China mistakes universalism for intervention, so has historically erred on the side of caution. That was a mistake. When you are an economy as big of China, you are, whether you like it or not, already intervening in the economies and lives of billions of non-Chinese. To think otherwise is to engage in self-delusion. China covers the bodies of foreigners with clothes and fills their homes from top to bottom with appliances. With this degree of intimacy, these foreigners are entitled to ask China whether it has a dream or an idea to share with them, whether all these products and companies that China exports are part of a big vision. When they don't get an answer, they are disappointed and become disillusioned.

People across the world are increasingly united by one thought: "Is this all I am to the Chinese, a person to whom they can sell stuff to and make money from?"

People are vain, and they want to think they are important enough for you to want to convert or co-opt them. They want China to make them feel wanted, to confide in them a dream. They want China to make them feel that it is not just after their cash, even if it really is. 

Instead, they see a China that is aloof, preferring to hide behind slogans like "win-win" and "mutually beneficial."

How inspiring is that? China is rejecting its own friends with its caution. China gives away roads and hospitals when people also want guidance and inspiration. Is it any surprise that there are no Chinese brands?

Brands are, at heart, ideas and promises. China offers the world neither. So African and Asia would rather buy into the Western promises, however insincere, because at least they exist. 

The world has not been familiarised with Chinese ideas. China is fighting to create brands and networks in parts of the world that are historically part of the cultural and commercial spheres of influence of the West. Armed with just the Confucius Institute, China doesn't stand a chance against the Western ideas arsenal. Just look how easily some countries have reverted back to the safety of the ideas of the West.

The lack of a global vision risks undoing China's hard work and development of the last 40 years. This is because China has reached such a level of interdependence with the world that its future development no longer depends purely on its own skills. It increasingly needs others to cooperate with and buy into its view of the world.

The more China acts timidly abroad, the more suspicious of it foreigners and their governments will become.

And the proof is that despite its constant reassurances to the contrary, China is increasingly being seen as a threat. Put differently, China needs to inspire, and it needs to aggressively convert others to its own cause.

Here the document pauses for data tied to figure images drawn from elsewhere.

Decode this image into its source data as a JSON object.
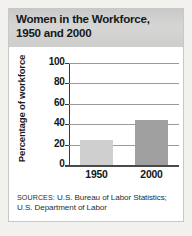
{
  "figure": {
    "title_line1": "Women in the Workforce,",
    "title_line2": "1950 and 2000",
    "sources_label": "SOURCES:",
    "sources_text": " U.S. Bureau of Labor Statistics; U.S. Department of Labor"
  },
  "colors": {
    "page_background": "#f2f1ee",
    "panel_background": "#ffffff",
    "header_band": "#d0d0ce",
    "bar_1950": "#cfcfcf",
    "bar_2000": "#a0a0a0",
    "gridline": "#9a9a9a",
    "axis": "#3a3a3a",
    "text": "#141517"
  },
  "chart_data": {
    "type": "bar",
    "title": "Women in the Workforce, 1950 and 2000",
    "categories": [
      "1950",
      "2000"
    ],
    "values": [
      25,
      44
    ],
    "series": [
      {
        "name": "Percentage of workforce",
        "values": [
          25,
          44
        ]
      }
    ],
    "xlabel": "",
    "ylabel": "Percentage of workforce",
    "ylim": [
      0,
      100
    ],
    "yticks": [
      0,
      20,
      40,
      60,
      80,
      100
    ],
    "ytick_labels": [
      "0",
      "20",
      "40",
      "60",
      "80",
      "100"
    ],
    "grid": true,
    "legend": false,
    "bar_colors": [
      "#cfcfcf",
      "#a0a0a0"
    ]
  }
}
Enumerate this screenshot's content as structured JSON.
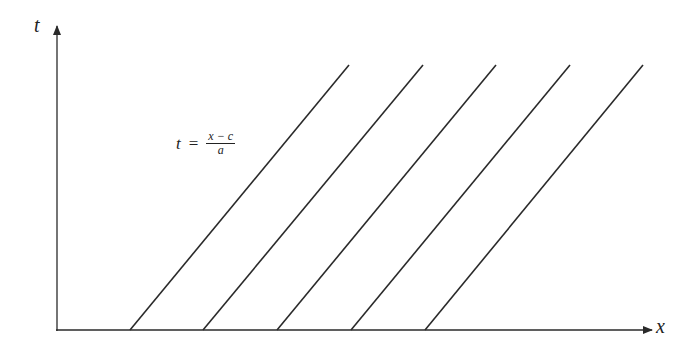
{
  "diagram": {
    "axes": {
      "vertical_label": "t",
      "horizontal_label": "x"
    },
    "equation": {
      "lhs": "t",
      "operator": "=",
      "numerator": "x − c",
      "denominator": "a"
    },
    "characteristic_lines": [
      {
        "x1": 130,
        "y1": 330,
        "x2": 349,
        "y2": 65
      },
      {
        "x1": 203,
        "y1": 330,
        "x2": 423,
        "y2": 65
      },
      {
        "x1": 277,
        "y1": 330,
        "x2": 496,
        "y2": 65
      },
      {
        "x1": 351,
        "y1": 330,
        "x2": 570,
        "y2": 65
      },
      {
        "x1": 425,
        "y1": 330,
        "x2": 643,
        "y2": 65
      }
    ],
    "colors": {
      "stroke": "#2a2a2a",
      "background": "#ffffff"
    }
  }
}
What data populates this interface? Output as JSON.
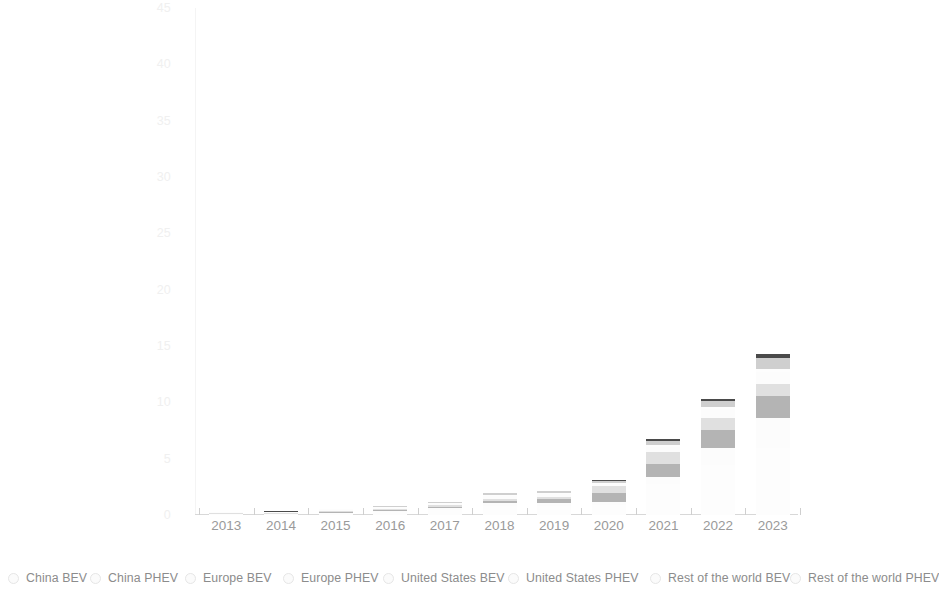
{
  "chart_data": {
    "type": "bar",
    "title": "",
    "subtitle": "",
    "xlabel": "",
    "ylabel": "",
    "stacked": true,
    "grid": false,
    "legend_position": "bottom",
    "categories": [
      "2013",
      "2014",
      "2015",
      "2016",
      "2017",
      "2018",
      "2019",
      "2020",
      "2021",
      "2022",
      "2023"
    ],
    "ylim": [
      0,
      45
    ],
    "yticks": [
      "0",
      "5",
      "10",
      "15",
      "20",
      "25",
      "30",
      "35",
      "40",
      "45"
    ],
    "ytick_values": [
      0,
      5,
      10,
      15,
      20,
      25,
      30,
      35,
      40,
      45
    ],
    "series": [
      {
        "name": "China BEV",
        "color": "#fdfdfd",
        "values": [
          0.08,
          0.05,
          0.15,
          0.26,
          0.47,
          0.79,
          0.83,
          0.93,
          2.74,
          4.43,
          5.99
        ]
      },
      {
        "name": "China PHEV",
        "color": "#fcfcfc",
        "values": [
          0.01,
          0.02,
          0.06,
          0.08,
          0.11,
          0.27,
          0.23,
          0.25,
          0.61,
          1.52,
          2.62
        ]
      },
      {
        "name": "Europe BEV",
        "color": "#b4b4b4",
        "values": [
          0.03,
          0.05,
          0.09,
          0.11,
          0.15,
          0.22,
          0.37,
          0.74,
          1.19,
          1.57,
          1.99
        ]
      },
      {
        "name": "Europe PHEV",
        "color": "#e0e0e0",
        "values": [
          0.02,
          0.04,
          0.09,
          0.11,
          0.14,
          0.18,
          0.19,
          0.62,
          1.05,
          1.05,
          1.01
        ]
      },
      {
        "name": "United States BEV",
        "color": "#fcfcfc",
        "values": [
          0.05,
          0.06,
          0.07,
          0.09,
          0.1,
          0.24,
          0.24,
          0.23,
          0.49,
          0.8,
          1.1
        ]
      },
      {
        "name": "United States PHEV",
        "color": "#fdfdfd",
        "values": [
          0.05,
          0.06,
          0.06,
          0.07,
          0.09,
          0.12,
          0.08,
          0.07,
          0.18,
          0.19,
          0.29
        ]
      },
      {
        "name": "Rest of the world BEV",
        "color": "#cfcfcf",
        "values": [
          0.02,
          0.03,
          0.04,
          0.05,
          0.08,
          0.12,
          0.17,
          0.22,
          0.35,
          0.56,
          0.9
        ]
      },
      {
        "name": "Rest of the world PHEV",
        "color": "#4a4a4a",
        "values": [
          0.01,
          0.01,
          0.02,
          0.02,
          0.03,
          0.04,
          0.05,
          0.07,
          0.12,
          0.21,
          0.36
        ]
      }
    ],
    "totals": [
      0.27,
      0.32,
      0.58,
      0.79,
      1.17,
      1.98,
      2.16,
      3.13,
      6.73,
      10.33,
      14.26
    ]
  },
  "legend": {
    "items": [
      {
        "label": "China BEV",
        "marker": "circle-marker-icon"
      },
      {
        "label": "China PHEV",
        "marker": "circle-marker-icon"
      },
      {
        "label": "Europe BEV",
        "marker": "circle-marker-icon"
      },
      {
        "label": "Europe PHEV",
        "marker": "circle-marker-icon"
      },
      {
        "label": "United States BEV",
        "marker": "circle-marker-icon"
      },
      {
        "label": "United States PHEV",
        "marker": "circle-marker-icon"
      },
      {
        "label": "Rest of the world BEV",
        "marker": "circle-marker-icon"
      },
      {
        "label": "Rest of the world PHEV",
        "marker": "circle-marker-icon"
      }
    ]
  }
}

My proposition is that it is not too late for China and its companies to become "universalist." China needs to stop being modest about its achievements, and needs to start becoming bolder with its ideas abroad to convert people to the "Chinese dream."

China espousing universalist credentials does not mean China becoming the West. Far from it, China's exported vision must be unashamedly Chinese, but it should have something for foreigners to want to be part of. It must be aspirational and positive. It must also be disruptive, challenging existing given ideas in clever and unexpected ways.

Chinese companies which followed the Western business model have underperformed simply because they are not Western. Customers just cannot relate to companies with no unique culture. It is time for China to adopt a universalist dream to get ahead.